Toyota hopes to sell 2,500 PHV cars in Japan a month. It gave no overseas targets. It sold only 22,000 of the earlier PHVs.
The lackluster sales contrast with Toyota’s leadership in hybrid vehicles; it has sold 10 million globally since the first Prius went on sale in 1997.
Nearly half of the vehicles Toyota sells in Japan are hybrid models. Toyota, which also makes the Camry sedan, offers hybrids across the entire spectrum of models, including sport-utility vehicles and Lexus luxury cars.
But Toyota suffered a setback in another ecological technology, fuel cells, which run on hydrogen fuel. All 2,800 Mirai fuel-cell vehicles on roads — 1,200 in the U.S., 1,500 in Japan and 140 in Europe — were recalled globally yesterday for defective software.
If the gas pedal is pushed fully after the vehicle makes a long descent using cruise control, a surge in voltage can cause the fuel system to stop running, according to Toyota.
A hybrid switches between a gas engine and an electric motor. A plug-in hybrid can travel further as a pure electric vehicle, which is zero-emission, but needs recharging when its battery is spent.
The cruising range of the new plug-in as an EV is 68.2 kilometers (42.4 miles), about five times the earlier model’s 26.4 kilometers (16.4 miles).

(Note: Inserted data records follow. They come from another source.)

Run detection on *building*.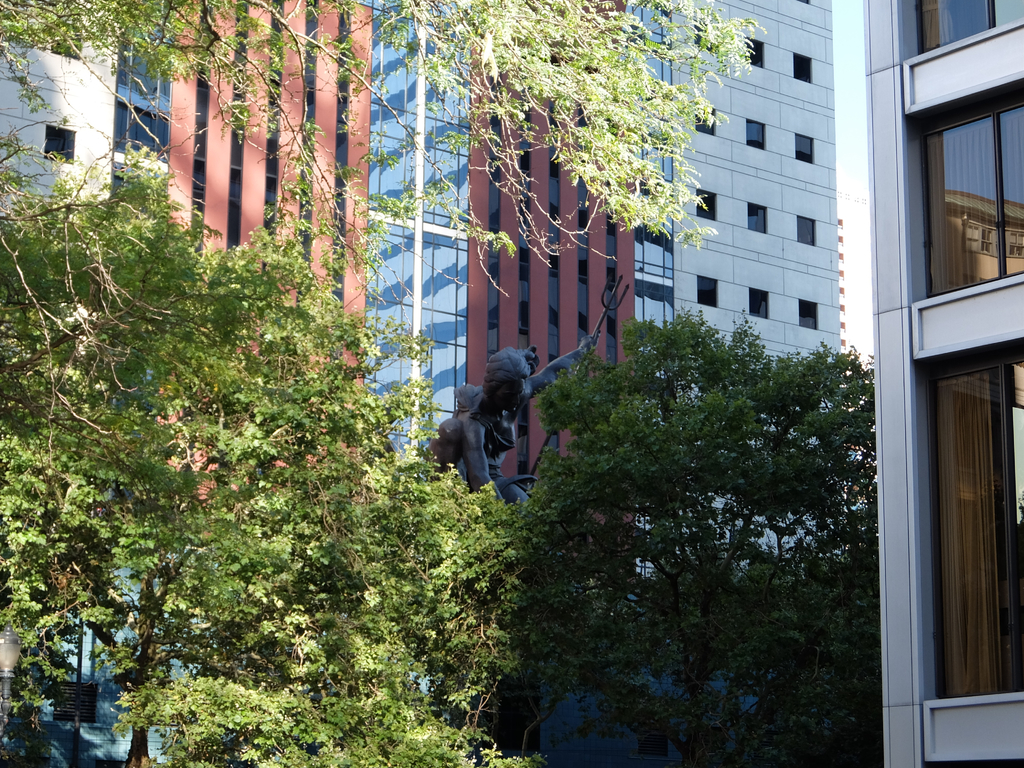
Result: select_region(0, 0, 844, 767).
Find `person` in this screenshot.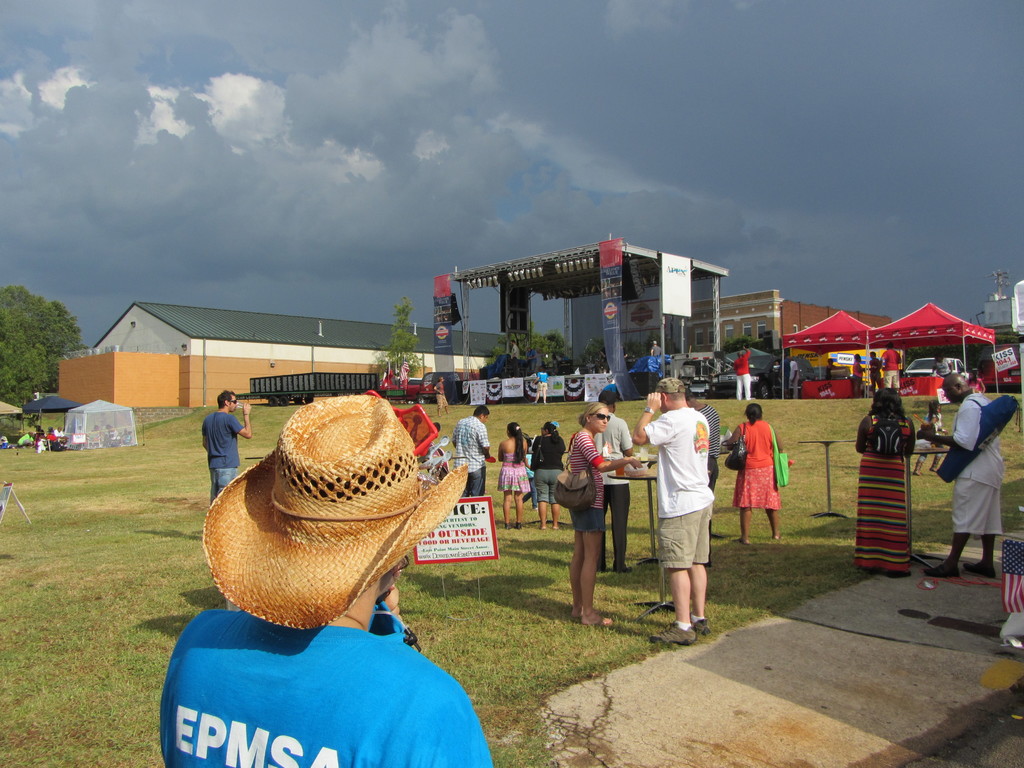
The bounding box for `person` is rect(730, 346, 760, 405).
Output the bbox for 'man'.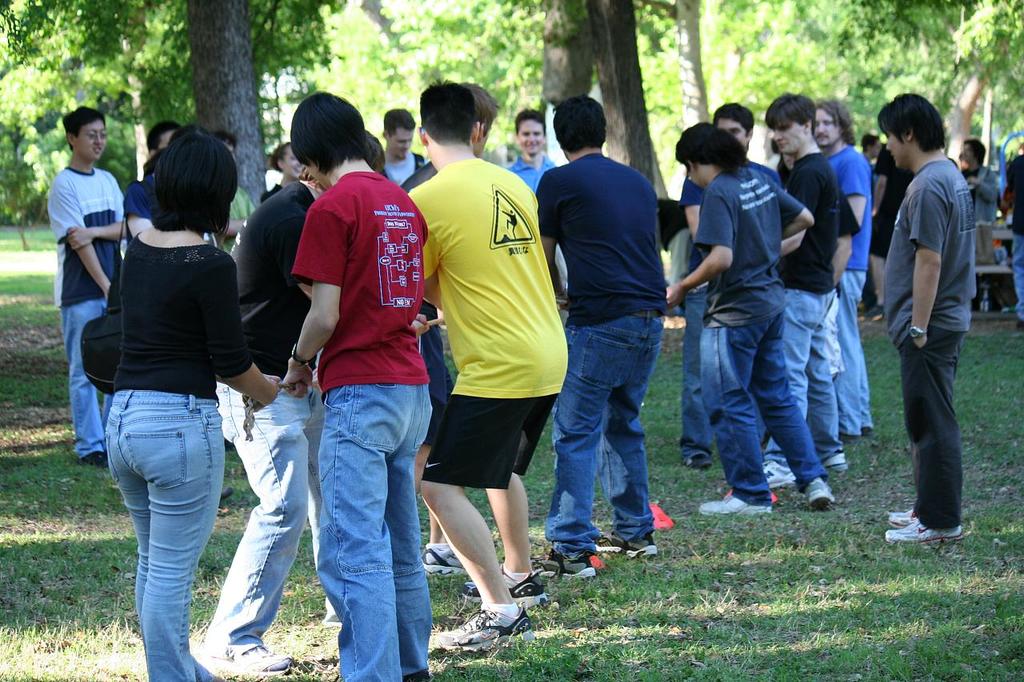
bbox(39, 103, 131, 467).
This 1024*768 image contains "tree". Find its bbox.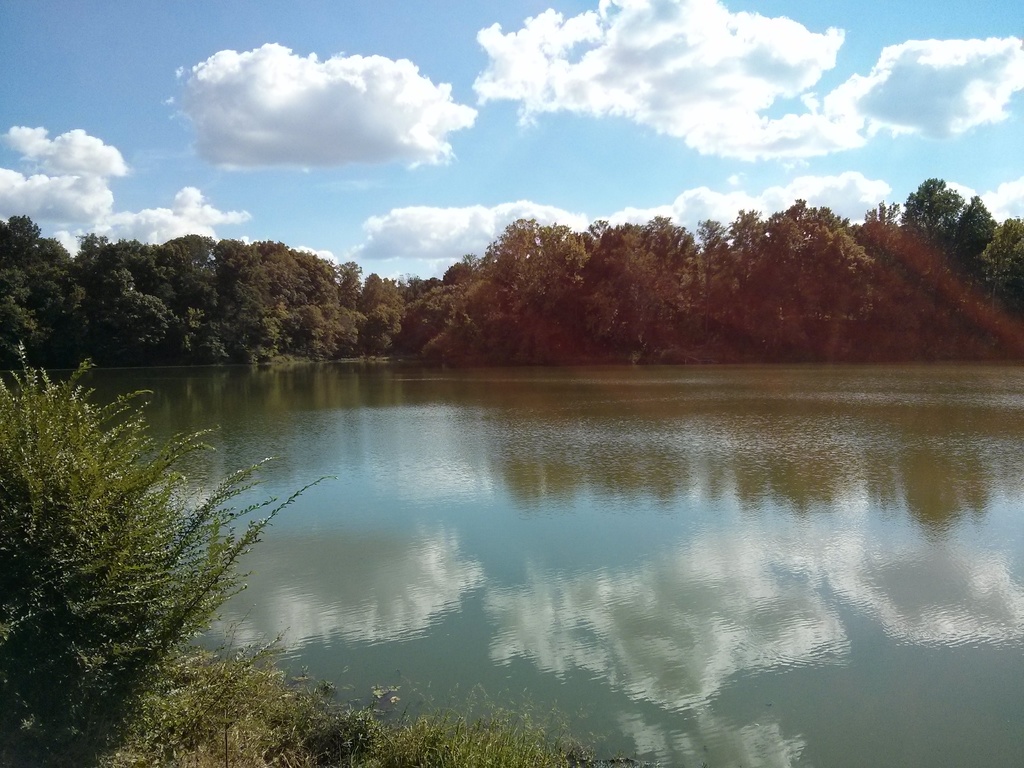
[x1=898, y1=174, x2=968, y2=283].
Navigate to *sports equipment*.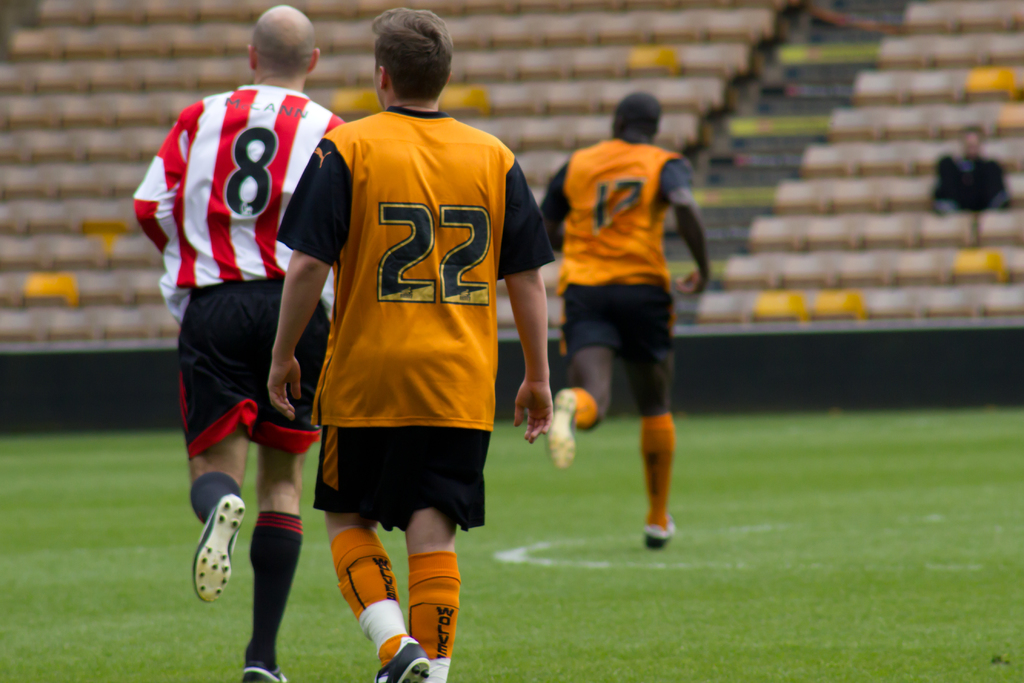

It also charges about twice as fast, in two hours and 20 minutes, from a 200-volt outlet and in 14 hours at a 100-volt outlet. At a special charging machine, it reaches an 80 percent charge in just 20 minutes.
Toyota Chairman Takeshi Uchiyamada, known as “the father of the Prius,” said he had no idea how long it will take for global plug-in sales to reach a million.
He acknowledged hybrid sales have suffered as the recent drop in gas prices helped sales of sport-utility vehicles. But in the long run, consumers will opt for ecological vehicles because of growing worries about the environment, he said.
By 2050, Toyota foresees reducing emissions by 90 percent from 2010 levels — meaning that almost every vehicle on roads will be running on some kind of green technology, be it hybrids, electric, plug-in or fuel cell.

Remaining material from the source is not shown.